I’ve been sellin’ my soul, workin’ all day

Overtime hours for bulls— pay

So I can sit out here and waste my life away

Drag back home and drown my troubles away.

It’s a damn shame what the world’s gotten to

For people like me and people like you.

Wish I could just wake up and it not be true.

But it is, oh, it is.

It was also in his gutting delivery.

The ballad caught on like wildfire—and like clockwork and the parasite that politics is, the political world tried to co-opt him and his song. The Right began saying he is one of them, and the Left and the media are saying, of course, he is, and then call it racist.

If you were a person who has lived the pain Anthony wrote about in “Rich Men North of Richmond,” you knew immediately it was never about the Right or the Left. People like Anthony and the thousands of people I have listened to and written about throughout my career don’t think that way. They never did. They don’t view the world through a Left/Right prism. Instead, oftentimes, it is viewed from the outside looking in.

That’s the point of Anthony’s song: The cultural curators who hold all of the power living in those six richest ZIP codes that surround Washington, D.C., actually know no one like you, nor do they understand the lives you lead.

Anthony let them know in no uncertain terms in his own way. Then last Friday, he dropped a video addressing the political firestorm he’s stirred up. Sitting in the rain in his truck, Anthony said in no uncertain terms he doesn’t align with either side or the way both sides are using his song as either a political anthem or a weapon for their team.

Dane Strother, a Democratic media consultant who does work in both Washington, D.C., and California, said that while the far Right was too quick to claim the song, the far Left was too quick to condemn it. More importantly, though, he said if you understand the human condition and people as a whole, neither party should have tried to make it a political sideshow.

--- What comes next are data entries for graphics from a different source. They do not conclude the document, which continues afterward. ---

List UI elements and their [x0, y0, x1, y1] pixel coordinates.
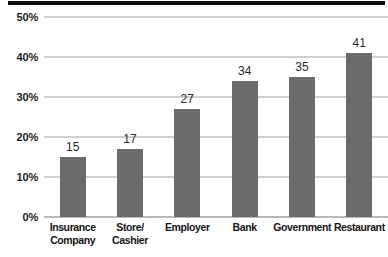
bar-group: 27 [159, 17, 216, 217]
bar [232, 81, 258, 217]
x-category-label: Employer [159, 221, 216, 234]
y-tick-label: 20% [0, 131, 38, 143]
bar-group: 15 [44, 17, 101, 217]
y-tick-label: 40% [0, 51, 38, 63]
bar [174, 109, 200, 217]
bar-value-label: 27 [181, 92, 194, 106]
bar-value-label: 17 [123, 132, 136, 146]
bar-chart: 151727343541 0%10%20%30%40%50% Insurance… [0, 0, 388, 257]
y-tick-label: 0% [0, 211, 38, 223]
y-tick-label: 30% [0, 91, 38, 103]
bar [346, 53, 372, 217]
bar [117, 149, 143, 217]
bar-value-label: 41 [353, 36, 366, 50]
bar-group: 34 [216, 17, 273, 217]
bar-value-label: 15 [66, 140, 79, 154]
x-category-label: Store/ Cashier [101, 221, 158, 246]
bar-group: 41 [331, 17, 388, 217]
bar-group: 17 [101, 17, 158, 217]
y-tick-label: 10% [0, 171, 38, 183]
bar-group: 35 [273, 17, 330, 217]
x-category-label: Government [273, 221, 330, 234]
plot-area: 151727343541 [44, 17, 388, 217]
bar-value-label: 35 [295, 60, 308, 74]
x-category-label: Bank [216, 221, 273, 234]
x-axis-category-labels: Insurance CompanyStore/ CashierEmployerB… [44, 221, 388, 257]
bar [289, 77, 315, 217]
y-tick-label: 50% [0, 11, 38, 23]
x-category-label: Insurance Company [44, 221, 101, 246]
bar [60, 157, 86, 217]
top-black-band [8, 1, 385, 5]
bars-layer: 151727343541 [44, 17, 388, 217]
x-category-label: Restaurant [331, 221, 388, 234]
bar-value-label: 34 [238, 64, 251, 78]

Strother said Anthony’s willingness to speak up and not let anyone define the song took guts: “That is what we lack in this country, someone willing to speak in anger at both sides, if necessary. I applaud this guy for stepping forward and saying, ‘You’re all wrong.’ That took some courage.”

Strother said he personally might not agree with all of Anthony’s lyrics, but “what I do know is that he is speaking for a lot of people.”

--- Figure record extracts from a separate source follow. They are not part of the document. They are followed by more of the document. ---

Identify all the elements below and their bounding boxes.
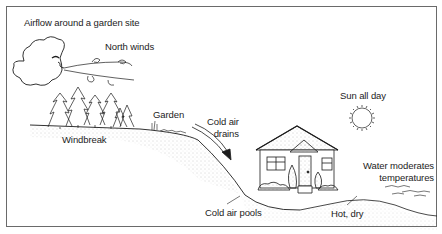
label-water-moderates: Water moderates temperatures: [363, 161, 434, 183]
label-cold-air-pools: Cold air pools: [205, 208, 262, 218]
windbreak-trees-icon: [48, 87, 134, 129]
label-water-line2: temperatures: [363, 173, 434, 183]
label-north-winds: North winds: [105, 42, 154, 52]
label-cold-air-drains-line2: drains: [207, 129, 239, 139]
wind-cloud-face-icon: [13, 37, 65, 86]
label-hot-dry: Hot, dry: [331, 209, 363, 219]
label-cold-air-drains-line1: Cold air: [207, 117, 239, 127]
water-icon: [385, 186, 430, 197]
wind-swirls-icon: [64, 58, 134, 85]
label-water-line1: Water moderates: [363, 161, 434, 171]
label-garden: Garden: [153, 110, 184, 120]
label-cold-air-drains: Cold air drains: [207, 117, 239, 139]
label-sun-all-day: Sun all day: [340, 91, 386, 101]
sun-icon: [349, 105, 375, 131]
house-icon: [256, 126, 338, 193]
diagram-title: Airflow around a garden site: [24, 18, 140, 28]
label-windbreak: Windbreak: [62, 135, 107, 145]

Strother explains that folk singers like Prine back in the day didn’t have MSNBC and Fox or silos on the internet where we feed each other our beliefs.

“And thank goodness for that. No one had to say what their politics were because often they were apolitical; they just felt something and they wrote and sang about it.”

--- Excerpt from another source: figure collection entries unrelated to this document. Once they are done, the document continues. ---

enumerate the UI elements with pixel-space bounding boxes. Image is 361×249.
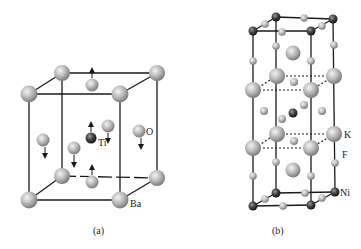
ba-atom [21,86,38,103]
ni-atom [249,202,258,211]
o-atom [37,134,50,147]
ba-atom [54,65,70,81]
k-atom [245,140,261,156]
f-atom [300,14,308,22]
ni-atom [272,13,281,22]
caption-b: (b) [272,225,284,237]
k-atom [269,126,285,142]
ba-atom [21,192,38,209]
label-k: K [344,129,352,140]
ni-atom [329,15,338,24]
o-atom [86,79,99,92]
f-atom [261,195,269,203]
label-f: F [342,149,348,160]
label-ni: Ni [340,187,350,198]
ba-atom [54,168,70,184]
k-atom [326,68,342,84]
f-atom [318,194,326,202]
ba-atom [112,192,129,209]
label-ti: Ti [98,137,107,148]
k-atom [303,140,319,156]
ti-atom [86,133,97,144]
f-atom [249,57,257,65]
figure-a-perovskite: Ti O Ba (a) [21,65,166,237]
ni-atom [272,189,281,198]
f-atom [290,78,298,86]
f-atom [331,159,339,167]
f-atom [301,189,309,197]
label-o: O [146,126,153,137]
crystal-structures-figure: Ti O Ba (a) [0,0,361,249]
k-atom [326,126,342,142]
f-atom [290,137,298,145]
o-atom [102,120,115,133]
o-atom [68,142,81,155]
ni-atom [249,27,258,36]
f-atom [307,172,315,180]
k-atom [245,82,261,98]
k-atom [286,163,301,178]
edge [62,176,157,178]
ni-atom [331,188,340,197]
k-atom [303,82,319,98]
o-atom [86,176,99,189]
ni-atom [307,201,316,210]
f-atom [300,101,308,109]
figure-b-k2nif4: K F Ni (b) [245,13,352,238]
f-atom [261,20,269,28]
ba-atom [112,86,129,103]
f-atom [249,172,257,180]
f-atom [330,41,338,49]
ba-atom [149,170,165,186]
ni-atom [289,109,298,118]
k-atom [286,46,301,61]
ba-atom [149,65,165,81]
f-atom [279,202,287,210]
caption-a: (a) [93,225,104,237]
f-atom [260,107,268,115]
o-atom [133,125,146,138]
label-ba: Ba [130,198,142,209]
f-atom [278,28,286,36]
f-atom [318,107,326,115]
k-atom [269,68,285,84]
f-atom [318,22,326,30]
f-atom [272,42,280,50]
f-atom [278,115,286,123]
ni-atom [307,27,316,36]
f-atom [272,158,280,166]
f-atom [307,57,315,65]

Paul Sracic, a political science professor at Youngstown State University who is an expert in American populism, wasn’t surprised either about Anthony not cleaving to either party.

“We put these sort of templates on people,” Sracic said. “He’s got the Southern accent, so, we think, oh, Southern conservative. But the reality is, most people don’t spend their life in politics. This is not their lifeblood.”

Most people are also not “very online” and living their lives out on social media, “They’re just trying to live their best life. And they don’t see the United States being on the right track. They don’t see things going the way they should go,” he said.

All you have to do is listen to Anthony’s lyrics to understand that; it is pretty scattered and all over the place, the way most people think when they try to describe both political parties.

Sracic said the song is at its core about disconnection, “It’s the two Americas, whether John Edwards talks about it or JD Vance talks about it, and it’s not political,” he explained.

Sracic said when Vance talked about the people in his book “Hillbilly Elegy,” they weren’t necessarily Republicans.

“They saw something was wrong and they weren’t political at all,” he said. “They weren’t tied to it. So, we want to put our template on everybody, but that template, I think, doesn’t really fit. People are just trying to figure out how to fix what’s wrong. And they’re screaming out that something’s wrong.”

And that is what “Rich Men North of Richmond” was all about.